The software, known internally as “Storage Router,” will let customers migrate data among the disk arrays in a storage area network without shutting down or affecting the applications using the data, EMC officials said.

Storage Router will enter beta testing next quarter. The storage giant expects to make the product generally available to customers in the first half of 2005.

Customers and other vendors have been anticipating a software virtualization product from EMC since December, when the Hopkinton, Mass., company said it would acquire VMware Inc., of Palo Alto, Calif. VMware software enables multiple operating systems to run on a single chip and lets IT departments move live applications from one server to another without interruption.

EMC partnered with switch vendors Cisco Systems Inc. and Brocade Communications Systems Inc., both of San Jose, Calif., and McData Corp., of Broomfield, Colo., to develop technology to build intelligent storage routing capability into the networking companies switch fabrics. The result will allow the dynamic routing of data, or virtualization, said Mark Lewis, vice president of open software at EMC.

/zimages/2/28571.gifEMC recently reported a 35 percent jump in revenue from the same quarter a year ago.Click hereto read more.

Lewis said Storage Router at first will be tailored for large-enterprise customers dealing with SANs that are becoming bigger and more complex. As this growth occurs, the tolerance for planned and unexpected downtime of storage arrays shrinks.

EMC will work with standards organizations to figure out how best to provide APIs so Storage Router can work with intelligent switch fabrics.

For technology such as a storage router to work, “you cant have latency, you cant have bandwidth impact—thats been the knock on the early virtualization tools,” said Greg Schulz, an analyst at Evaluator Group Inc., in Denver. “Theres going to be a lot of bandwidth needed for doing the heavy data movement.”

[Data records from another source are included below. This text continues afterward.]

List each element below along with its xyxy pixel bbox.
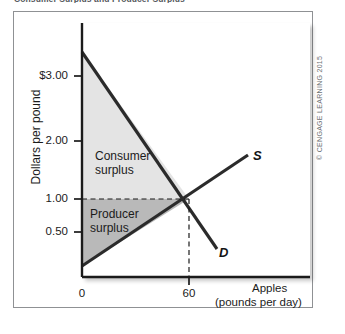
x-tick-label-60: 60	[169, 287, 209, 299]
y-tick-label-200: 2.00	[18, 134, 68, 146]
producer-surplus-label-line1: Producer	[90, 207, 139, 221]
x-axis-title: Apples	[252, 282, 287, 294]
supply-curve-label: S	[253, 148, 262, 163]
chart-svg	[0, 0, 345, 334]
consumer-surplus-label-line2: surplus	[95, 163, 150, 177]
x-axis-subtitle: (pounds per day)	[215, 296, 302, 308]
y-tick-label-050: 0.50	[18, 225, 68, 237]
x-tick-label-0: 0	[62, 287, 102, 299]
y-axis-title: Dollars per pound	[29, 57, 43, 217]
producer-surplus-label-line2: surplus	[90, 221, 139, 235]
y-tick-label-100: 1.00	[18, 192, 68, 204]
demand-curve-label: D	[219, 245, 228, 260]
producer-surplus-label: Producer surplus	[90, 207, 139, 235]
y-tick-label-300: $3.00	[18, 69, 68, 81]
copyright-notice: © CENGAGE LEARNING 2015	[316, 10, 323, 160]
consumer-surplus-label-line1: Consumer	[95, 149, 150, 163]
consumer-surplus-label: Consumer surplus	[95, 149, 150, 177]
figure-container: Consumer Surplus and Producer Surplus $3…	[0, 0, 345, 334]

When considering storage virtualization, customers may also consider IBMs SAN Volume Controller and Veritas Software Corp.s Volume Manager products. But all virtualization products have strings attached.

“Anybody who believes by simply putting in virtualization, youve eliminated vendor lock-in, theyre [mistaken],” said Schulz. “Buyers beware—the vendor lock-in doesnt go away, it just moves to another place.”